Considering equation 5.3 above which is Euler’s theorem and generalising we have:
a ≡ 1
(mod m),
gcd(a, m) = 1
(5.8)
From Euler’s theorem we know that this holds for φ(m) = . However the least
positive exponent for which this holds is known as the order of a mod m. If this
value ends up being equal to φ(m) then it is said that a is a primitive root of m. This
basically says that the set of numbers {a, a2 , . . . , aφ(m) } are distinct modulo m and
relatively prime to it. If m is prime then this means they form the set {1, 2, . . . (m−1)}
in some order.
For example it is true that 718 ≡ 1 (mod 19) because φ(19) = 18 and Euler’s theorem
holds. However φ(19) is not the order of 7 (mod 19) because it is not the least positive
exponent for which equation 5.8 holds. The set of values for which this equation does
hold are = {18, 15, 12, 9, 6, 3}. It can be seen that the least positive value of this
set is 3 and this is therefore the order of 7 mod m. It isn’t a coincidence that the set
is a multiple of the order as 73+j ≡ 73 7j ≡ 7j (mod 19) which says that any two
powers whose exponents differ by 3 are congruent modulo 19 (in other words this is a
sequence with a period of 3). However, if we consider a base of 2 (rather than 7), then
we can see that the only value of epsilon for which equation 5.8 now holds is phi(m).
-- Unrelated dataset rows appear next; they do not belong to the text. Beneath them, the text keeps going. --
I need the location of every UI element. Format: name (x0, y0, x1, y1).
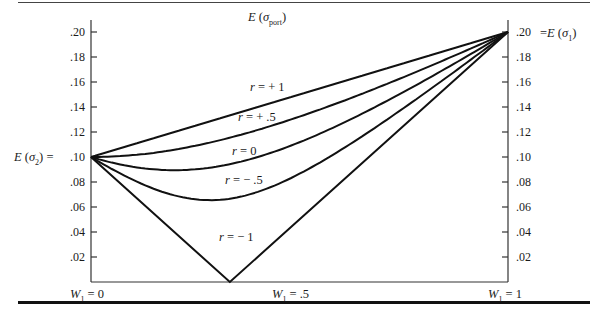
right-tick-label: .12 (516, 126, 531, 138)
left-tick-label: .02 (55, 251, 85, 263)
curve-label-r-minus-1: r = − 1 (219, 231, 254, 244)
left-axis-annotation: E (σ2) = (14, 151, 53, 167)
curve-label-r-plus-05: r = + .5 (238, 111, 276, 124)
x-label-w0: W1 = 0 (70, 288, 104, 304)
left-tick-label: .10 (55, 151, 85, 163)
left-tick-label: .16 (55, 76, 85, 88)
left-tick-label: .04 (55, 226, 85, 238)
left-tick-label: .18 (55, 51, 85, 63)
right-axis-annotation: =E (σ1) (540, 27, 576, 43)
right-tick-label: .04 (516, 226, 531, 238)
curve-label-r-plus-1: r = + 1 (250, 81, 285, 94)
curve-r-1 (91, 32, 508, 157)
right-tick-label: .16 (516, 76, 531, 88)
plot-area (0, 0, 592, 317)
curve-label-r-minus-05: r = − .5 (225, 174, 263, 187)
left-tick-label: .06 (55, 201, 85, 213)
left-tick-label: .20 (55, 26, 85, 38)
y-axis-title: E (σport) (248, 11, 286, 27)
right-tick-label: .02 (516, 251, 531, 263)
right-tick-label: .14 (516, 101, 531, 113)
right-tick-label: .08 (516, 176, 531, 188)
left-tick-label: .08 (55, 176, 85, 188)
left-tick-label: .14 (55, 101, 85, 113)
curve-r-0 (91, 32, 508, 170)
right-tick-label: .18 (516, 51, 531, 63)
left-tick-label: .12 (55, 126, 85, 138)
right-tick-label: .10 (516, 151, 531, 163)
x-label-w1: W1 = 1 (488, 288, 522, 304)
x-label-w05: W1 = .5 (272, 288, 309, 304)
right-tick-label: .20 (516, 26, 531, 38)
right-tick-label: .06 (516, 201, 531, 213)
curve-label-r-0: r = 0 (232, 145, 256, 158)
Therefore it can be seen that 2 is a primitive root of the modulus 19.
So if we have a primitive root a for some number m then we know that the powers of
a from 1 to φ(m) produce a set of distinct integers that are relatively prime to m. In
particular if m = p for some prime p, the set produced is {1,2,. . . ,(p-1)} in some order.
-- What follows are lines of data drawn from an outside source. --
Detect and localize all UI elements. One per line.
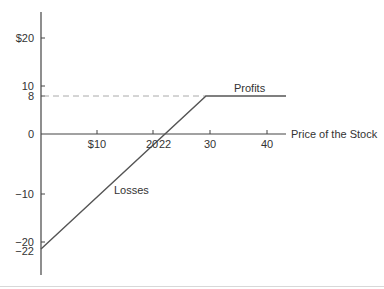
payoff-line (41, 96, 286, 249)
y-tick-label-0: 0 (4, 129, 34, 140)
losses-annotation: Losses (114, 185, 149, 196)
y-tick-label-neg10: −10 (4, 189, 34, 200)
chart-plot-area (0, 0, 384, 289)
y-tick-label-neg22: −22 (4, 246, 34, 257)
x-tick-label-10: $10 (82, 139, 112, 150)
x-axis-title: Price of the Stock (291, 129, 377, 140)
profits-annotation: Profits (234, 83, 265, 94)
bottom-divider (0, 286, 384, 287)
y-tick-label-20: $20 (4, 33, 34, 44)
x-tick-label-22: 22 (159, 139, 171, 150)
x-tick-label-40: 40 (252, 139, 282, 150)
x-tick-label-30: 30 (195, 139, 225, 150)
y-tick-label-8: 8 (4, 91, 34, 102)
x-tick-label-20: 20 (146, 139, 158, 150)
Now we know that any integer b can be expressed in the form:
b≡r
0 ≤ r ≤ (p − 1)
(mod p)
44
Chapter 5
Mathematical Background 1
Therefore given any b and a we can find i such that:
b ≡ ai
0 ≤ i ≤ (p − 1)
(mod p)
The exponent i is referred to as the index or discrete logarithm of the number b for
the base a mod p and is denoted by inda,p (b). If we consider two values:
x = ainda,p (x) mod p
y = ainda,p (y) mod p
then due to the rules of modular arithmetic we can say:
xy mod p = [(x mod p)(y mod p)] mod p
a
inda,p (xy)
mod p = [(ainda,p (x) mod p)(ainda,p (y) mod p)] mod p
= ainda,p (x)+inda,p (y) mod p
Any positive integer z can be expressed as z = q+kφ(m) therefore by Euler’s theorem:
az ≡ aq
z≡q
(mod φ(m))
inda,p (xy) ≡ [inda,p (x) + inda,p (y)]
(mod φ(p)).
(mod m)
if
Applying this to the above:
Generalising we have:
inda,p (y r ) ≡ [r × inda,p (y)]
(mod φ(p))
As can be seen there is a distinct analogy here between true logarithms and indices.
For this reason, the latter are often referred to as discrete logarithms.